When attending the last TriAgile event, there were sessions and discussions about how to make Daily Scrums more effective. An interesting outcome from that day was the idea of slightly changing the 3 Daily Scrum questions to focus more on what can get done until the team meets again. According to the Scrum Guide, these are the 3 Daily Scrum questions:

  • What did I do yesterday that helped the Development Team meet the Sprint Goal?
  • What will I do today to help the Development Team meet the Sprint Goal?
  • Do I see any impediment that prevents me or the Development Team from meeting the Sprint Goal?

Although these questions help on understanding what was done and what is planned to be done, it does not set short-term (1 day) commitments for each member to pursue and to get things done. You can easily say what you’ll do until tomorrow and have nothing actually done by tomorrow. What if instead of saying what you will work on you said what you’ll get done by tomorrow? It’s not about sharing what you’ll do. It’s about sharing which small increment of value you’ll be completing until the next meeting.
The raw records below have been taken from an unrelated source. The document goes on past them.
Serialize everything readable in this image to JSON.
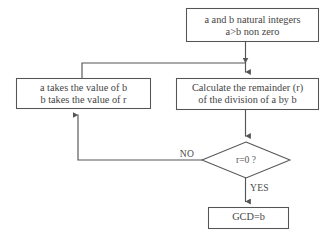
{
  "diagram": {
    "background_color": "#ffffff",
    "stroke_color": "#555555",
    "text_color": "#454545"
  },
  "nodes": {
    "start": {
      "shape": "rectangle",
      "line1": "a and b natural integers",
      "line2": "a>b non zero"
    },
    "assign": {
      "shape": "rectangle",
      "line1": "a takes the value of b",
      "line2": "b takes the value of r"
    },
    "calculate": {
      "shape": "rectangle",
      "line1": "Calculate the remainder (r)",
      "line2": "of the division of a by b"
    },
    "decision": {
      "shape": "diamond",
      "label": "r=0 ?"
    },
    "result": {
      "shape": "rectangle",
      "label": "GCD=b"
    }
  },
  "edges": {
    "no_label": "NO",
    "yes_label": "YES"
  }
}
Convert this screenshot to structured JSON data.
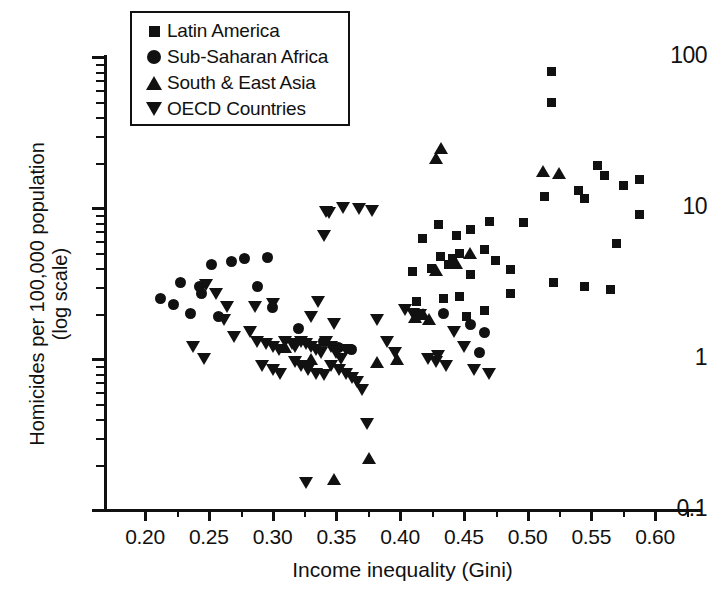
{
  "chart_data": {
    "type": "scatter",
    "title": "",
    "xlabel": "Income inequality (Gini)",
    "ylabel": "Homicides per 100,000 population (log scale)",
    "yscale": "log",
    "xlim": [
      0.195,
      0.615
    ],
    "ylim": [
      0.1,
      100
    ],
    "grid": false,
    "legend_position": "top-left",
    "xticks": [
      "0.20",
      "0.25",
      "0.30",
      "0.35",
      "0.40",
      "0.45",
      "0.50",
      "0.55",
      "0.60"
    ],
    "xtick_values": [
      0.2,
      0.25,
      0.3,
      0.35,
      0.4,
      0.45,
      0.5,
      0.55,
      0.6
    ],
    "xminor_step": 0.025,
    "yticks": [
      "0.1",
      "1",
      "10",
      "100"
    ],
    "ytick_values": [
      0.1,
      1,
      10,
      100
    ],
    "series": [
      {
        "name": "Latin America",
        "marker": "square",
        "points": [
          [
            0.519,
            80.0
          ],
          [
            0.519,
            50.0
          ],
          [
            0.555,
            19.0
          ],
          [
            0.56,
            16.5
          ],
          [
            0.588,
            15.5
          ],
          [
            0.575,
            14.0
          ],
          [
            0.54,
            13.0
          ],
          [
            0.513,
            12.0
          ],
          [
            0.545,
            11.5
          ],
          [
            0.588,
            9.0
          ],
          [
            0.47,
            8.2
          ],
          [
            0.497,
            8.0
          ],
          [
            0.43,
            7.8
          ],
          [
            0.455,
            7.2
          ],
          [
            0.444,
            6.6
          ],
          [
            0.418,
            6.3
          ],
          [
            0.466,
            5.3
          ],
          [
            0.447,
            5.0
          ],
          [
            0.432,
            4.8
          ],
          [
            0.441,
            4.6
          ],
          [
            0.475,
            4.5
          ],
          [
            0.438,
            4.2
          ],
          [
            0.425,
            4.0
          ],
          [
            0.487,
            3.9
          ],
          [
            0.41,
            3.8
          ],
          [
            0.455,
            3.6
          ],
          [
            0.57,
            5.8
          ],
          [
            0.52,
            3.2
          ],
          [
            0.545,
            3.0
          ],
          [
            0.565,
            2.9
          ],
          [
            0.487,
            2.7
          ],
          [
            0.447,
            2.6
          ],
          [
            0.434,
            2.5
          ],
          [
            0.413,
            2.4
          ],
          [
            0.466,
            2.1
          ],
          [
            0.452,
            1.9
          ]
        ]
      },
      {
        "name": "Sub-Saharan Africa",
        "marker": "circle",
        "points": [
          [
            0.212,
            2.5
          ],
          [
            0.222,
            2.3
          ],
          [
            0.228,
            3.2
          ],
          [
            0.236,
            2.0
          ],
          [
            0.244,
            2.7
          ],
          [
            0.252,
            4.2
          ],
          [
            0.243,
            3.0
          ],
          [
            0.258,
            1.9
          ],
          [
            0.268,
            4.4
          ],
          [
            0.278,
            4.6
          ],
          [
            0.288,
            3.0
          ],
          [
            0.296,
            4.7
          ],
          [
            0.3,
            2.2
          ],
          [
            0.32,
            1.6
          ],
          [
            0.34,
            1.3
          ],
          [
            0.352,
            1.2
          ],
          [
            0.362,
            1.15
          ],
          [
            0.455,
            1.7
          ],
          [
            0.466,
            1.5
          ],
          [
            0.462,
            1.1
          ],
          [
            0.434,
            2.0
          ]
        ]
      },
      {
        "name": "South & East Asia",
        "marker": "triangle-up",
        "points": [
          [
            0.432,
            25.0
          ],
          [
            0.428,
            21.5
          ],
          [
            0.512,
            17.5
          ],
          [
            0.525,
            17.0
          ],
          [
            0.455,
            5.0
          ],
          [
            0.444,
            4.3
          ],
          [
            0.428,
            3.9
          ],
          [
            0.418,
            2.0
          ],
          [
            0.412,
            1.9
          ],
          [
            0.423,
            1.85
          ],
          [
            0.398,
            1.0
          ],
          [
            0.382,
            0.95
          ],
          [
            0.348,
            0.16
          ],
          [
            0.376,
            0.22
          ],
          [
            0.33,
            1.0
          ],
          [
            0.31,
            1.2
          ]
        ]
      },
      {
        "name": "OECD Countries",
        "marker": "triangle-down",
        "points": [
          [
            0.355,
            10.0
          ],
          [
            0.368,
            9.8
          ],
          [
            0.378,
            9.5
          ],
          [
            0.342,
            9.4
          ],
          [
            0.344,
            9.2
          ],
          [
            0.34,
            6.5
          ],
          [
            0.248,
            3.1
          ],
          [
            0.256,
            2.7
          ],
          [
            0.264,
            2.2
          ],
          [
            0.262,
            1.8
          ],
          [
            0.27,
            1.4
          ],
          [
            0.238,
            1.2
          ],
          [
            0.246,
            1.0
          ],
          [
            0.282,
            1.5
          ],
          [
            0.288,
            1.3
          ],
          [
            0.295,
            1.25
          ],
          [
            0.3,
            1.2
          ],
          [
            0.305,
            1.15
          ],
          [
            0.31,
            1.3
          ],
          [
            0.315,
            1.25
          ],
          [
            0.318,
            1.2
          ],
          [
            0.322,
            1.3
          ],
          [
            0.326,
            1.25
          ],
          [
            0.33,
            1.2
          ],
          [
            0.334,
            1.15
          ],
          [
            0.338,
            1.1
          ],
          [
            0.342,
            1.3
          ],
          [
            0.346,
            1.2
          ],
          [
            0.35,
            1.1
          ],
          [
            0.354,
            1.0
          ],
          [
            0.358,
            1.15
          ],
          [
            0.33,
            1.9
          ],
          [
            0.336,
            2.4
          ],
          [
            0.348,
            1.7
          ],
          [
            0.318,
            0.95
          ],
          [
            0.322,
            0.9
          ],
          [
            0.328,
            0.85
          ],
          [
            0.334,
            0.8
          ],
          [
            0.34,
            0.78
          ],
          [
            0.346,
            0.9
          ],
          [
            0.352,
            0.85
          ],
          [
            0.358,
            0.8
          ],
          [
            0.362,
            0.75
          ],
          [
            0.366,
            0.7
          ],
          [
            0.37,
            0.62
          ],
          [
            0.374,
            0.37
          ],
          [
            0.326,
            0.15
          ],
          [
            0.3,
            0.85
          ],
          [
            0.306,
            0.8
          ],
          [
            0.292,
            0.9
          ],
          [
            0.382,
            1.8
          ],
          [
            0.39,
            1.3
          ],
          [
            0.396,
            1.1
          ],
          [
            0.404,
            2.1
          ],
          [
            0.41,
            2.0
          ],
          [
            0.416,
            1.95
          ],
          [
            0.422,
            1.0
          ],
          [
            0.428,
            0.95
          ],
          [
            0.436,
            0.9
          ],
          [
            0.442,
            1.5
          ],
          [
            0.45,
            1.2
          ],
          [
            0.458,
            0.85
          ],
          [
            0.47,
            0.8
          ],
          [
            0.3,
            2.3
          ],
          [
            0.286,
            2.2
          ],
          [
            0.43,
            1.05
          ]
        ]
      }
    ]
  },
  "legend": {
    "items": [
      {
        "label": "Latin America",
        "marker": "square"
      },
      {
        "label": "Sub-Saharan Africa",
        "marker": "circle"
      },
      {
        "label": "South & East Asia",
        "marker": "triangle-up"
      },
      {
        "label": "OECD Countries",
        "marker": "triangle-down"
      }
    ]
  },
  "axes": {
    "x_title": "Income inequality (Gini)",
    "y_title_line1": "Homicides per 100,000 population",
    "y_title_line2": "(log scale)"
  }
}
With something simple like that you can change the perception of Daily Scrums from ‘reporting/planning’ to ‘achieving’. That will also force your team to have smaller tasks that can be done in a day or so.

Having said that, see below the suggested questions to make your Daily Scrum more effective:

  • What did I say yesterday I would get done to help Development Team meet the Sprint Goal?
  • What will I get done today to help the Development Team meet the Sprint Goal?
  • Do I see any impediment that prevents me or the Development Team from meeting the Sprint Goal?

Give it a try and share your experience!

Categories
Program Management

Should I plan future Sprints?

I’d like to cover one topic that may be a little controversial among managers or agile practitioners: whether planning sprints in advance is acceptable or not in a Scrum project. Should I plan only the Sprint my team will start or should I plan future Sprints?

Being agile is about identifying and reacting to problems as soon as possible. The three pillars of a Scrum project emphasize how to do that by inspecting, adapting and being transparent during the Scrum events. However, there is no Scrum event to go beyond the planning of the current Sprint. This is why the most purist people don’t plan future Sprints.

Even though Scrum guide does not mention this, positive results may be realized when planning more Sprints in advance. These are some benefits of doing that:

  1. Anticipate problems that require immediate actions
  2. Increase likelihood of meeting external milestones (i.e. those that do not depend on or cannot be controlled by Scrum team)
  3. Identify need of hiring new people for the team

However, how can this be done without impacts (or with minimum impacts) in the current sprint, since team members should be focused on developing the scope of the Sprint?

Slightly change Backlog grooming sessions can be a good alternative. During grooming sessions the Scrum team and the Product Owner discuss about the Product Backlog with a clear goal: finish the meeting with an improved Backlog. The definition of “improved backlog” can vary from team to team, but usually attendees focus on detailing more the user stories and their acceptance criteria. However, these sessions can also be used to create sub-tasks, to estimate and to assign them.

With a Backlog with sub-tasks and their estimates, the Scrum Master can distribute Product Backlog items in the future sprints, based on the Product Owner prioritization. Having done that, it is possible to check if some milestones look feasible, if people are over-allocated, which may require hiring new people to meet some dates and features, and so on. In addition to this, having 1:1 meetings between the Scrum Master and each team member, once a Sprint for 30-60 minutes, to review estimations and assignments improve the accuracy of the Backlog. This would require an additional effort for the Scrum Master of about 8 hours / sprint, considering a 8-member team, as well as a total of 8 hours when summing up 1 hour of each member. This can be an important practice to mitigate risks.

Important: What is planned for future sprints is not a commitment. A Scrum team can only commit to a Sprint goal after the Sprint Planning.